Sunday, October 5, 2008

SMART Goals
















Here is another article that I read as I browsed through the links and articles of R.G. Srinivasan, a Certified Trainer, Writer and Author with more than twenty years of managerial experience. He has a blog on home-business resources at http://www.home-businessresources.blogspot.com. Through this article, we gain knowledge on how to set our goals the SMART way.


How do you direct your activities and your time around your goals? Start by setting SMART Goals. SMART is an acronym to guide your efforts.

Specific: "I will contact 3 past clients a day" instead of "I will keep in touch with past clients this month."

Measurable: In order to evaluate how you are doing, you need some measure of your success. How many listing sales do you need this month? This year? This week? How many listings do you have to take this month? How many listing appointments do you have to go on this week?

Attainable: The goal should be something that is challenging but also within your ability to achieve. Is it possible to make 20 calls to past clients in a day, or is 3-5 a better number?

Realistic: Know your limitations and be realistic about what you can accomplish. You can set a goal of writing 10 contracts this week. But if you only have one A-Buyer lead, and no active listings, how realistic is that goal?

Time-bound: Set a start date and a completion date. Then, you can set another goal when you have accomplished the first one. If you are going to concentrate on developing an expired listing plan that really works, set up a time that you will complete that process and when you are going to begin the program.

One very important rule to remember in both Time Management and Goal Setting is to write things down! A goal that is not written down is not a goal, it is a wish. An activity that is not written down and scheduled into your daily plan is a suggestion, not a priority.


Setting goals takes time and organization. However, going through your day reacting to the moment and doing only the things that come at you as urgent is a sure fire way to not manage your time effectively and not hit your goals. Isn't it worth it to spend your time going after what will really make a difference?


What to do: Start at the line holding "has width=717, height=403.". Write out that line and each one after it to the end of the data, unchanged.

Records for processing:

····················

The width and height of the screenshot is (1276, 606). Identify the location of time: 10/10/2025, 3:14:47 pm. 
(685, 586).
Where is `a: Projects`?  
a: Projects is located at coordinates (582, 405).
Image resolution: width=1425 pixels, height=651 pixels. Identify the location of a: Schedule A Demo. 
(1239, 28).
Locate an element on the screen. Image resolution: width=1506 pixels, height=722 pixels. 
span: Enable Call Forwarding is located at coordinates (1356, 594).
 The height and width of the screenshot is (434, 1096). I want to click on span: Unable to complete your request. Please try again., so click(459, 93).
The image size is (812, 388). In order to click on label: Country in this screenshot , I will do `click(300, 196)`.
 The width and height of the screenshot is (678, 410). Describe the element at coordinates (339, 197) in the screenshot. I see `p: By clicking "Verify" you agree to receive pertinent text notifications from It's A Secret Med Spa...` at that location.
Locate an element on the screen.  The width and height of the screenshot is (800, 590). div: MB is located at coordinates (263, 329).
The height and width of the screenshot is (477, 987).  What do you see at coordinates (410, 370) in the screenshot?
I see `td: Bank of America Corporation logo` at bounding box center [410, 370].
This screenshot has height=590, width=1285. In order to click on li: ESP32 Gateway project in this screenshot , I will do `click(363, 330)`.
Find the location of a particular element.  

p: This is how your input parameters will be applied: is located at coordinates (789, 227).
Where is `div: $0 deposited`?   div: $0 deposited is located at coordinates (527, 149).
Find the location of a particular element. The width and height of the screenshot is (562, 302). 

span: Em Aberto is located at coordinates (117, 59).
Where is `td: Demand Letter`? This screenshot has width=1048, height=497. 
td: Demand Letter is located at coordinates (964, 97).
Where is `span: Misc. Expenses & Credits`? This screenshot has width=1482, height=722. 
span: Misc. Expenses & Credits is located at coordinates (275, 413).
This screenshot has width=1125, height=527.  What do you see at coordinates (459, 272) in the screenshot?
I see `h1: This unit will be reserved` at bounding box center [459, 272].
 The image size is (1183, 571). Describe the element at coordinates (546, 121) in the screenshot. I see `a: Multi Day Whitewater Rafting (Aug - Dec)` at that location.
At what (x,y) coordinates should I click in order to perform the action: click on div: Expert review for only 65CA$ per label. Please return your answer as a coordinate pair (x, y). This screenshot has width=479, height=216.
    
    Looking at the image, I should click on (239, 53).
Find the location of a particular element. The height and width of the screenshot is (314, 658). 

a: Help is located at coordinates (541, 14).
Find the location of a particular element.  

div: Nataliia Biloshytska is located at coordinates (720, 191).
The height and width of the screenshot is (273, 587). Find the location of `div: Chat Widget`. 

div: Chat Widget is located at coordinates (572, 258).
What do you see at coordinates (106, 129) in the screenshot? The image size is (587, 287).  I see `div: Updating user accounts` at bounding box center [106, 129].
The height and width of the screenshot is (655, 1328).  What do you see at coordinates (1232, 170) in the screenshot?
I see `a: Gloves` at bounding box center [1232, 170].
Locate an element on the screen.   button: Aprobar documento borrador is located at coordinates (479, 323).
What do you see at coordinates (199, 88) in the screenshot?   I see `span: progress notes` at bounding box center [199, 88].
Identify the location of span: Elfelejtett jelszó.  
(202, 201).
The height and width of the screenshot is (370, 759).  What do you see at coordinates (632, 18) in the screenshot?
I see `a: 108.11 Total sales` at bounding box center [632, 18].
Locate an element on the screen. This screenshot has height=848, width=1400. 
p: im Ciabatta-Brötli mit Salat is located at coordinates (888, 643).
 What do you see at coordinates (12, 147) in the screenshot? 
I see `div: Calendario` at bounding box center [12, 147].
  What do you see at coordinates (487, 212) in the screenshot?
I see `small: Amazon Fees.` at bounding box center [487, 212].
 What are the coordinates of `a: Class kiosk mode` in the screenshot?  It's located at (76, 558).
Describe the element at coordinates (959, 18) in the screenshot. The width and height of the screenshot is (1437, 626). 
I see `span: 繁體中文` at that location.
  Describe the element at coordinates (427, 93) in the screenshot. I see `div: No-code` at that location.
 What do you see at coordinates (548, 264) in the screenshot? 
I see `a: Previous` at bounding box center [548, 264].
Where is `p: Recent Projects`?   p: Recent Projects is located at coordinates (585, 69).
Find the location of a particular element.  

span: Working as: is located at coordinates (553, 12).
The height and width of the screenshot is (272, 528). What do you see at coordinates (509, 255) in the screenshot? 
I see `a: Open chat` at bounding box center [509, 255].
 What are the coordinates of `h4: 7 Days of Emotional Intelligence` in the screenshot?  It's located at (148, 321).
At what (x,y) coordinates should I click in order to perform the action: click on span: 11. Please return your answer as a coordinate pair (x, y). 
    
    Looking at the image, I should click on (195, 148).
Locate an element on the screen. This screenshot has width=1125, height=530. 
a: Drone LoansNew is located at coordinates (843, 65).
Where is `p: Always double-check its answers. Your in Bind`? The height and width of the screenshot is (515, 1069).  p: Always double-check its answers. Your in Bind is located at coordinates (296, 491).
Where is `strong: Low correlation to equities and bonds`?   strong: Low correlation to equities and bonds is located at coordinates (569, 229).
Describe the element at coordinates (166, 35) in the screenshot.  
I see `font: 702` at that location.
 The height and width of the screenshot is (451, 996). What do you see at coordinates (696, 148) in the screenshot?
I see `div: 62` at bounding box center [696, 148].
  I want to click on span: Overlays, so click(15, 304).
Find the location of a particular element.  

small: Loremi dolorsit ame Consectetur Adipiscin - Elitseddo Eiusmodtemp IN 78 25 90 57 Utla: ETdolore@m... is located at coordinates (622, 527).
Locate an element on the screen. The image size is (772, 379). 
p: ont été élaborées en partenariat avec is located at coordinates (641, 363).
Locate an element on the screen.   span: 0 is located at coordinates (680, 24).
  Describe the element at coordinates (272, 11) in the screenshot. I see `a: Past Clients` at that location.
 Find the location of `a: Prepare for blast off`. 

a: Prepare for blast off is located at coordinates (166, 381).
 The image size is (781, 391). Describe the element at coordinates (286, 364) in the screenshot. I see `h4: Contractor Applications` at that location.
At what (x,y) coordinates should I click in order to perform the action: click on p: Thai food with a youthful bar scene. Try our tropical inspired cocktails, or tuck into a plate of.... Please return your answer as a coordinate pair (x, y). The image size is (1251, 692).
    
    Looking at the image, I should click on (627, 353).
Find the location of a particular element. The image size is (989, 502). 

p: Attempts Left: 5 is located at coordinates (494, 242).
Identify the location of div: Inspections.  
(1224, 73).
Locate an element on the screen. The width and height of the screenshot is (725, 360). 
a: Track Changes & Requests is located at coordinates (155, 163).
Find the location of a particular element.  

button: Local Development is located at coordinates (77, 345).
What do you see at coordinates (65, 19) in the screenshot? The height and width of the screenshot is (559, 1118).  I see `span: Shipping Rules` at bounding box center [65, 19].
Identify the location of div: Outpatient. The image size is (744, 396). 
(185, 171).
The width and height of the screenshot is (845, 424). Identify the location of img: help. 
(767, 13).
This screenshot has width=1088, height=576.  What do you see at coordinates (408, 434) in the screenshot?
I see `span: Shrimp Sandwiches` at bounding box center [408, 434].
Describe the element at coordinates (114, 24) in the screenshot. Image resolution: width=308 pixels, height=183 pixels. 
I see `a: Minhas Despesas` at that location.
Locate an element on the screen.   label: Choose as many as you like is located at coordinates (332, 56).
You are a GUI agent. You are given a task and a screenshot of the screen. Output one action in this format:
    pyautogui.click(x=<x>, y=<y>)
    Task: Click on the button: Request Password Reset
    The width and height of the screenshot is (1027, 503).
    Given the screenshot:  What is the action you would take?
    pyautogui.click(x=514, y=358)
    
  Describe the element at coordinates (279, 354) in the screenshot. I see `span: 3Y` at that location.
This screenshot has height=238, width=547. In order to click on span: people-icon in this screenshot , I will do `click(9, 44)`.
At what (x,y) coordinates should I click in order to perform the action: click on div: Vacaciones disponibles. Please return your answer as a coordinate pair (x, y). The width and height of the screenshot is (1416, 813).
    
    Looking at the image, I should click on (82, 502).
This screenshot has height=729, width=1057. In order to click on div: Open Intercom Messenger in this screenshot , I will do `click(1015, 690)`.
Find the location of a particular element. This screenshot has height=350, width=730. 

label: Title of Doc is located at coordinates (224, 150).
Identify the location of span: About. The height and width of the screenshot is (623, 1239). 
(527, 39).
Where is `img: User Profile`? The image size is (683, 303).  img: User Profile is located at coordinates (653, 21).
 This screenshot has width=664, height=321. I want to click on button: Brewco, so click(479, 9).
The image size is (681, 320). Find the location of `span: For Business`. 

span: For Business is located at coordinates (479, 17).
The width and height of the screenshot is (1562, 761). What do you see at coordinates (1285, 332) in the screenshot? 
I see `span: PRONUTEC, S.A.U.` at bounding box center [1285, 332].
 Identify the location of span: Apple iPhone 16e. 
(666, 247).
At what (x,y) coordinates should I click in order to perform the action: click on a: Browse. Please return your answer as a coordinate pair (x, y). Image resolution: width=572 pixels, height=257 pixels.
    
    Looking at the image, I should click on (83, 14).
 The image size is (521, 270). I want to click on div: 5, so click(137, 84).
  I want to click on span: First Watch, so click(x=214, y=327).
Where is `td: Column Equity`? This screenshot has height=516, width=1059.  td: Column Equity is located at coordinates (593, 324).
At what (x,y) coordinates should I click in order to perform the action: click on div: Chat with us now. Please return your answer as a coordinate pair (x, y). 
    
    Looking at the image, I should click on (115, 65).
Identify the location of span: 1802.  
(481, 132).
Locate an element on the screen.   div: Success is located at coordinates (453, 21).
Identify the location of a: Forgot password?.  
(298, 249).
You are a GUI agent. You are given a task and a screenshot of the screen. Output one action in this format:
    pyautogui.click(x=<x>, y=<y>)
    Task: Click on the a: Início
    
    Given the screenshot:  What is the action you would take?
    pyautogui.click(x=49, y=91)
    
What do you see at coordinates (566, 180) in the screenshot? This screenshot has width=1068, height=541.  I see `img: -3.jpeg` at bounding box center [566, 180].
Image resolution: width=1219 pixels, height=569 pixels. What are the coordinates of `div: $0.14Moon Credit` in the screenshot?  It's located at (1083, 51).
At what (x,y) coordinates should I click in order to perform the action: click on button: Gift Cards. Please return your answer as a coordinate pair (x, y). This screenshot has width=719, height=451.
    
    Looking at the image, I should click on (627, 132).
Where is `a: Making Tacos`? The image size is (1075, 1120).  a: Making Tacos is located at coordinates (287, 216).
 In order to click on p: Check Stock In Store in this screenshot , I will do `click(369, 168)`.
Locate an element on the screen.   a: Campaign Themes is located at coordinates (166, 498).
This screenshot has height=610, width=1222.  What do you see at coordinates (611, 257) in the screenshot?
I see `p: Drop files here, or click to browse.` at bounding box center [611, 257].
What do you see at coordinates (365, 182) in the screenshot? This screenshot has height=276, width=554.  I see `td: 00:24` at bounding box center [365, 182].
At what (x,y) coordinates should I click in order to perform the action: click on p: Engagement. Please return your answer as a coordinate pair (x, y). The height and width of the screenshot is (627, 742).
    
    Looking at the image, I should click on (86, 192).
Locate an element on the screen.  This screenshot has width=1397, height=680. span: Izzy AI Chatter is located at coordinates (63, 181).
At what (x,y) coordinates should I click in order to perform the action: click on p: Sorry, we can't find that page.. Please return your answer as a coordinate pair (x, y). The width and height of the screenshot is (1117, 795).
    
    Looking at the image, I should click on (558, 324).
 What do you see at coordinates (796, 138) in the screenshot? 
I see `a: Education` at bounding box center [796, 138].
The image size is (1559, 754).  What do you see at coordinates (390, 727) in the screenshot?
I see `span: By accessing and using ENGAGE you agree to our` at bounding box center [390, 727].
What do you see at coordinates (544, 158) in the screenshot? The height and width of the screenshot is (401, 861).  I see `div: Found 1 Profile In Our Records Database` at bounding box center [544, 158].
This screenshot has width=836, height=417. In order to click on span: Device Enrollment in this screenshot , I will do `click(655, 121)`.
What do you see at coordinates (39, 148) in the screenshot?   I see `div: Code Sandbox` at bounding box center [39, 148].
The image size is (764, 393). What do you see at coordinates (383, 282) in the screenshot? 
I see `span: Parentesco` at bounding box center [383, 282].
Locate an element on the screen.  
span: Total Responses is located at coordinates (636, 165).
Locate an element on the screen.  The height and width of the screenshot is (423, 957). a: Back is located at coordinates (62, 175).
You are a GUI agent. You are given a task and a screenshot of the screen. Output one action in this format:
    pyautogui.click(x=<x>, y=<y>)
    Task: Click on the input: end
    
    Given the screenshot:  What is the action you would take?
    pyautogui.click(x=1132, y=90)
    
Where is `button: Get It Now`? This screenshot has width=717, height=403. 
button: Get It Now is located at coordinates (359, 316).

····················

Exercise result:
Where is `button: Get It Now`? This screenshot has width=717, height=403. 
button: Get It Now is located at coordinates (359, 316).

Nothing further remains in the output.